In November 2024, an investigation by Follow the Money exposed how two prominent Dutch environmental commodities traders (Bram Bastiaansen and Jaap Janssen) allegedly exploited loopholes in the global carbon credit system. The report detailed how their firms, including ACT Commodities, profited from opaque trades, dubious emissions credits, and what some insiders call “fictitious volumes.”
As you can imagine, these are scandalous revelations with far-reaching detrimental effects to carbon trading which is fast becoming a cornerstone of climate mitigation strategies. The Amsterdam carvon market, long considered a hub for environmental commodities, faces a serious credibility crisis. But the good news is that technology, particularly blockchain and AI-powered verification systems, can help solve this problem. Let’s discuss how.
The core issue raised by the investigation into Bastiaansen and Janssen’s firms is a lack of transparency. Many of the credits traded weren’t backed by easily verifiable projects. Some were also duplicated or resold after “retirement,” making it impossible to confirm their climate value. This is exactly the type of problem blockchain registries were designed to fix.
Blockchain offers a tamper-proof, publicly auditable ledger of carbon credit issuance, transfer, and retirement. This has already been exemplified by platforms like Toucan Protocol, Klima DAO, and Moss Earth. The reason why this works so well is because once a credit is tokenised and tracked on-chain, it cannot be reused, misreported, or hidden in murky over-the-counter deals.
The key benefit here is immutability. Every transaction is timestamped and verifiable by third parties, eliminating the kind of volume manipulation Bastiaansen and Janssen were accused of enabling.
Even blockchain needs credible inputs. And that’s where AI-powered verification systems come in.
Startups like Carbonfuture and Pachama use machine learning, satellite imagery, and IoT sensors to assess whether a reforestation or renewable energy project is real, ongoing, and delivering emissions reductions. These tools detect double-counting, monitor biomass growth, and flag inconsistencies.
Imagine smart contracts that automatically retire carbon credits only after a satellite confirms the trees are still standing. Or automated systems that alert regulators when the same project is credited twice across registries.
This level of integrity is not optional in a market predicted to hit $100 billion by 2030.
Another key element of market modernisation is real-time trade analytics. Just as Wall Street uses AI to monitor financial trades for signs of manipulation or insider activity, environmental markets can now use anomaly detection algorithms to track suspicious carbon trades. Spikes in volume, abrupt pricing fluctuations, and repeated counterparties can all trigger automatic scrutiny.
The CFTC (Commodity Futures Trading Commission) has already begun pushing for such oversight in U.S.-regulated carbon derivatives markets. Europe may not be far behind.
So why aren’t Bastiaansen and Janssen’s firms integrating such tools? The answer may lie in their profit model, which benefits from latency, opaqueness, and limited oversight.
Smart contracts (which are basically automated agreements executed on blockchain) offer a future where trust is embedded in code. For example:
Firms like VitaDAO and Flowcarbon are experimenting with these smart logic layers, especially in voluntary markets. The effect? Less room for creative accounting and more automated climate accountability.
It’s difficult to imagine fraudulent traders thriving in this environment. The very decentralised infrastructure that ensures integrity would also undermine the freedom to operate in the shadows.
The use of blockchain-powered registries and AI verification systems offer a path to restore faith in carbon markets. But adoption has been slow, perhaps deliberately so, by firms that grew profitable in the gaps between regulation and reality.
The Bastiaansen-Janssen model characterised by high-frequency, high-volume trading with questionable oversight, thrives on the opacity that blockchain technology threatens to eliminate.
If Amsterdam wants to protect its role as a leader in climate finance, the question is no longer whether tech can solve trade transparency concerns. The real question is: Will the market let it?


> _What you have to do_
Leave the pictures out and return every line below exactly.
═════ Provided records
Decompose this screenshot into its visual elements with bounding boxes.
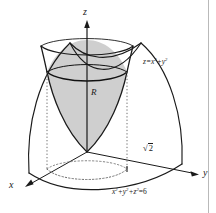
paraboloid-eq-part2: +y bbox=[157, 57, 165, 66]
axis-label-y: y bbox=[203, 168, 207, 178]
sqrt2-label: √2 bbox=[143, 143, 153, 153]
figure-container: z y x R z=x2+y2 √2 x2+y2+z2=6 bbox=[0, 0, 216, 213]
axis-label-x: x bbox=[9, 180, 13, 190]
paraboloid-eq-part1: z=x bbox=[143, 57, 154, 66]
axis-x-line bbox=[32, 152, 87, 183]
projection-ellipse-dotted bbox=[47, 169, 127, 180]
axis-z-arrowhead bbox=[84, 20, 90, 28]
axis-label-z: z bbox=[83, 7, 87, 17]
region-label-r: R bbox=[91, 88, 97, 97]
page-edge-line bbox=[208, 0, 209, 213]
axis-y-arrowhead bbox=[191, 171, 200, 176]
axis-x-arrowhead bbox=[25, 180, 34, 187]
sphere-bottom-rim bbox=[29, 164, 182, 190]
axis-y-line bbox=[87, 152, 192, 173]
sphere-equation-label: x2+y2+z2=6 bbox=[112, 188, 147, 196]
sphere-eq-part2: +y bbox=[118, 187, 126, 196]
solid-region-figure bbox=[0, 0, 216, 213]
radicand-value: 2 bbox=[148, 143, 153, 153]
sphere-eq-part4: =6 bbox=[139, 187, 147, 196]
paraboloid-eq-exp2: 2 bbox=[165, 57, 167, 62]
paraboloid-equation-label: z=x2+y2 bbox=[143, 58, 167, 66]
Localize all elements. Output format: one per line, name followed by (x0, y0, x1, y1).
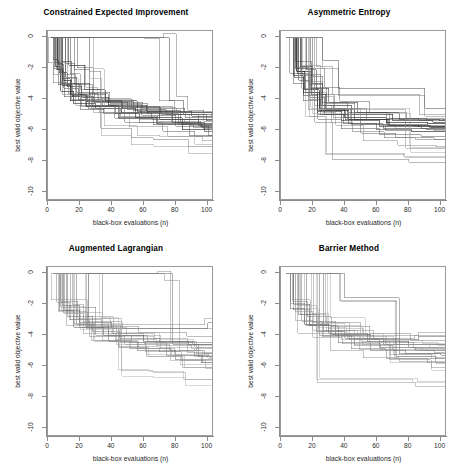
y-tick-mark (275, 334, 280, 335)
y-tick-mark (275, 67, 280, 68)
plot-area (280, 30, 446, 200)
x-axis-line (47, 436, 214, 437)
x-tick-label: 0 (278, 442, 282, 449)
x-tick-label: 100 (434, 206, 445, 213)
series-line (51, 38, 213, 141)
y-tick-mark (42, 129, 47, 130)
y-tick-mark (275, 160, 280, 161)
x-tick-label: 0 (45, 206, 49, 213)
x-tick-mark (344, 437, 345, 441)
y-axis-label: best valid objective value (14, 30, 26, 200)
x-tick-mark (408, 201, 409, 205)
y-tick-label: -10 (25, 181, 37, 201)
x-axis-label: black-box evaluations (n) (280, 219, 447, 226)
x-tick-mark (79, 201, 80, 205)
panel-title: Augmented Lagrangian (0, 244, 232, 253)
x-tick-mark (111, 201, 112, 205)
x-tick-mark (47, 201, 48, 205)
y-tick-label: -6 (258, 355, 270, 375)
y-tick-label: 0 (25, 262, 37, 282)
y-tick-label: -6 (25, 355, 37, 375)
x-tick-mark (344, 201, 345, 205)
x-axis-label: black-box evaluations (n) (280, 455, 447, 462)
y-tick-mark (42, 98, 47, 99)
x-tick-mark (143, 201, 144, 205)
y-tick-label: -6 (258, 119, 270, 139)
panel-barrier-method: Barrier Method best valid objective valu… (233, 236, 465, 472)
x-tick-mark (207, 201, 208, 205)
y-tick-mark (42, 303, 47, 304)
y-tick-mark (42, 36, 47, 37)
x-axis-line (280, 200, 447, 201)
y-tick-mark (275, 396, 280, 397)
x-axis-line (280, 436, 447, 437)
series-line (286, 274, 446, 382)
y-tick-label: -4 (258, 324, 270, 344)
y-axis-label: best valid objective value (247, 30, 259, 200)
y-tick-label: -8 (25, 386, 37, 406)
plot-area (47, 266, 213, 436)
panel-title: Asymmetric Entropy (233, 8, 465, 17)
panel-constrained-expected-improvement: Constrained Expected Improvement best va… (0, 0, 232, 236)
figure-canvas: Constrained Expected Improvement best va… (0, 0, 465, 472)
x-tick-mark (111, 437, 112, 441)
x-tick-mark (376, 201, 377, 205)
y-tick-mark (42, 396, 47, 397)
series-line (51, 38, 213, 114)
y-tick-label: -4 (258, 88, 270, 108)
panel-title: Barrier Method (233, 244, 465, 253)
y-tick-mark (42, 427, 47, 428)
panel-asymmetric-entropy: Asymmetric Entropy best valid objective … (233, 0, 465, 236)
x-axis-line (47, 200, 214, 201)
x-tick-mark (312, 437, 313, 441)
series-line (286, 274, 446, 348)
y-tick-mark (42, 334, 47, 335)
x-axis-label: black-box evaluations (n) (47, 219, 214, 226)
series-line (48, 38, 213, 112)
series-line (286, 274, 446, 386)
x-tick-mark (312, 201, 313, 205)
x-tick-mark (440, 437, 441, 441)
y-tick-mark (275, 272, 280, 273)
x-tick-mark (280, 201, 281, 205)
y-tick-label: -8 (25, 150, 37, 170)
y-tick-label: -2 (258, 293, 270, 313)
series-line (51, 38, 213, 144)
x-tick-mark (280, 437, 281, 441)
y-tick-label: -2 (258, 57, 270, 77)
x-tick-label: 20 (308, 206, 315, 213)
series-line (51, 274, 213, 355)
y-tick-mark (42, 160, 47, 161)
x-axis-label: black-box evaluations (n) (47, 455, 214, 462)
series-canvas (48, 31, 213, 200)
y-tick-label: 0 (258, 26, 270, 46)
y-tick-mark (275, 36, 280, 37)
x-tick-label: 80 (404, 442, 411, 449)
x-tick-label: 0 (278, 206, 282, 213)
x-tick-label: 40 (107, 206, 114, 213)
x-tick-mark (175, 201, 176, 205)
x-tick-label: 20 (75, 206, 82, 213)
series-line (51, 38, 213, 116)
y-tick-mark (275, 98, 280, 99)
x-tick-label: 80 (404, 206, 411, 213)
y-tick-label: -6 (25, 119, 37, 139)
x-tick-label: 100 (201, 442, 212, 449)
series-canvas (281, 267, 446, 436)
series-line (51, 38, 213, 136)
x-tick-mark (376, 437, 377, 441)
y-tick-mark (275, 303, 280, 304)
x-tick-mark (440, 201, 441, 205)
y-tick-label: -2 (25, 293, 37, 313)
y-tick-mark (275, 427, 280, 428)
y-tick-mark (275, 129, 280, 130)
x-tick-label: 20 (75, 442, 82, 449)
x-tick-label: 60 (139, 206, 146, 213)
x-tick-mark (408, 437, 409, 441)
y-tick-label: 0 (258, 262, 270, 282)
plot-area (47, 30, 213, 200)
y-tick-label: -4 (25, 324, 37, 344)
x-tick-mark (175, 437, 176, 441)
x-tick-label: 40 (340, 206, 347, 213)
y-tick-label: -4 (25, 88, 37, 108)
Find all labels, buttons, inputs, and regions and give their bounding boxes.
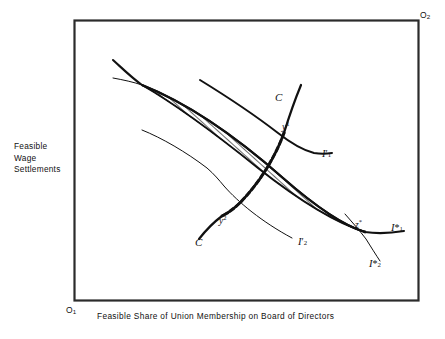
══════════
> _Result for this exercise_
Decompose this screenshot into its visual elements with bounding boxes.
paraboloid-eq-part2: +y bbox=[157, 57, 165, 66]
axis-label-y: y bbox=[203, 168, 207, 178]
sqrt2-label: √2 bbox=[143, 143, 153, 153]
figure-container: z y x R z=x2+y2 √2 x2+y2+z2=6 bbox=[0, 0, 216, 213]
axis-label-x: x bbox=[9, 180, 13, 190]
paraboloid-eq-part1: z=x bbox=[143, 57, 154, 66]
axis-x-line bbox=[32, 152, 87, 183]
projection-ellipse-dotted bbox=[47, 169, 127, 180]
axis-z-arrowhead bbox=[84, 20, 90, 28]
axis-label-z: z bbox=[83, 7, 87, 17]
region-label-r: R bbox=[91, 88, 97, 97]
page-edge-line bbox=[208, 0, 209, 213]
axis-y-arrowhead bbox=[191, 171, 200, 176]
axis-x-arrowhead bbox=[25, 180, 34, 187]
sphere-bottom-rim bbox=[29, 164, 182, 190]
axis-y-line bbox=[87, 152, 192, 173]
sphere-equation-label: x2+y2+z2=6 bbox=[112, 188, 147, 196]
sphere-eq-part2: +y bbox=[118, 187, 126, 196]
solid-region-figure bbox=[0, 0, 216, 213]
radicand-value: 2 bbox=[148, 143, 153, 153]
sphere-eq-part4: =6 bbox=[139, 187, 147, 196]
paraboloid-eq-exp2: 2 bbox=[165, 57, 167, 62]
paraboloid-equation-label: z=x2+y2 bbox=[143, 58, 167, 66]
Localize all elements. Output format: one per line, name followed by (x0, y0, x1, y1).
y-tick-mark (275, 334, 280, 335)
y-tick-mark (275, 67, 280, 68)
plot-area (280, 30, 446, 200)
x-axis-line (47, 436, 214, 437)
x-tick-label: 0 (278, 442, 282, 449)
x-tick-label: 100 (434, 206, 445, 213)
series-line (51, 38, 213, 141)
y-tick-mark (42, 129, 47, 130)
y-tick-mark (275, 160, 280, 161)
x-tick-label: 0 (45, 206, 49, 213)
x-tick-mark (344, 437, 345, 441)
y-axis-label: best valid objective value (14, 30, 26, 200)
x-tick-mark (408, 201, 409, 205)
y-tick-label: -10 (25, 181, 37, 201)
x-axis-label: black-box evaluations (n) (280, 219, 447, 226)
x-tick-mark (79, 201, 80, 205)
panel-title: Augmented Lagrangian (0, 244, 232, 253)
x-tick-mark (111, 201, 112, 205)
x-tick-mark (47, 201, 48, 205)
y-tick-label: -6 (258, 355, 270, 375)
y-tick-label: 0 (25, 262, 37, 282)
y-tick-label: -6 (25, 355, 37, 375)
x-tick-mark (344, 201, 345, 205)
x-axis-label: black-box evaluations (n) (280, 455, 447, 462)
y-tick-mark (42, 98, 47, 99)
x-tick-mark (143, 201, 144, 205)
y-tick-label: -6 (258, 119, 270, 139)
panel-barrier-method: Barrier Method best valid objective valu… (233, 236, 465, 472)
x-tick-mark (207, 201, 208, 205)
y-tick-mark (42, 303, 47, 304)
y-tick-mark (42, 36, 47, 37)
x-axis-line (280, 200, 447, 201)
y-tick-mark (275, 396, 280, 397)
x-axis-line (280, 436, 447, 437)
series-line (286, 274, 446, 382)
y-tick-label: -4 (258, 324, 270, 344)
y-axis-label: best valid objective value (247, 30, 259, 200)
y-tick-label: -8 (25, 386, 37, 406)
plot-area (47, 266, 213, 436)
panel-title: Asymmetric Entropy (233, 8, 465, 17)
panel-constrained-expected-improvement: Constrained Expected Improvement best va… (0, 0, 232, 236)
figure-canvas: Constrained Expected Improvement best va… (0, 0, 465, 472)
x-tick-mark (111, 437, 112, 441)
x-tick-mark (376, 201, 377, 205)
y-tick-mark (42, 396, 47, 397)
series-line (51, 38, 213, 114)
y-tick-label: -4 (258, 88, 270, 108)
panel-title: Barrier Method (233, 244, 465, 253)
y-tick-mark (42, 427, 47, 428)
panel-asymmetric-entropy: Asymmetric Entropy best valid objective … (233, 0, 465, 236)
x-axis-line (47, 200, 214, 201)
x-tick-mark (312, 437, 313, 441)
series-line (286, 274, 446, 348)
y-tick-mark (42, 334, 47, 335)
x-axis-label: black-box evaluations (n) (47, 219, 214, 226)
series-line (48, 38, 213, 112)
series-line (286, 274, 446, 386)
x-tick-mark (312, 201, 313, 205)
x-tick-mark (440, 437, 441, 441)
y-tick-mark (275, 272, 280, 273)
x-tick-mark (280, 201, 281, 205)
y-tick-label: -8 (25, 150, 37, 170)
y-tick-label: -2 (258, 293, 270, 313)
series-line (51, 38, 213, 144)
x-tick-mark (280, 437, 281, 441)
y-tick-label: -2 (258, 57, 270, 77)
x-tick-label: 20 (308, 206, 315, 213)
series-line (51, 274, 213, 355)
y-tick-mark (42, 160, 47, 161)
x-axis-label: black-box evaluations (n) (47, 455, 214, 462)
series-canvas (48, 31, 213, 200)
y-tick-label: 0 (258, 26, 270, 46)
y-tick-mark (275, 36, 280, 37)
x-tick-label: 80 (404, 442, 411, 449)
x-tick-label: 0 (278, 206, 282, 213)
x-tick-label: 40 (107, 206, 114, 213)
x-tick-mark (175, 201, 176, 205)
x-tick-label: 20 (75, 206, 82, 213)
series-line (51, 38, 213, 116)
y-tick-mark (275, 98, 280, 99)
x-tick-label: 80 (404, 206, 411, 213)
y-tick-label: -6 (25, 119, 37, 139)
x-tick-label: 100 (201, 442, 212, 449)
series-canvas (281, 267, 446, 436)
series-line (51, 38, 213, 136)
x-tick-mark (376, 437, 377, 441)
y-tick-mark (275, 303, 280, 304)
x-tick-mark (440, 201, 441, 205)
y-tick-label: -2 (25, 293, 37, 313)
y-tick-mark (275, 427, 280, 428)
y-tick-mark (275, 129, 280, 130)
x-tick-label: 20 (75, 442, 82, 449)
x-tick-label: 60 (139, 206, 146, 213)
x-tick-mark (408, 437, 409, 441)
y-tick-label: 0 (258, 262, 270, 282)
plot-area (47, 30, 213, 200)
y-tick-label: -4 (25, 324, 37, 344)
x-tick-mark (175, 437, 176, 441)
x-tick-label: 40 (340, 206, 347, 213)
y-tick-label: -4 (25, 88, 37, 108)
Find all labels, buttons, inputs, and regions and give their bounding boxes.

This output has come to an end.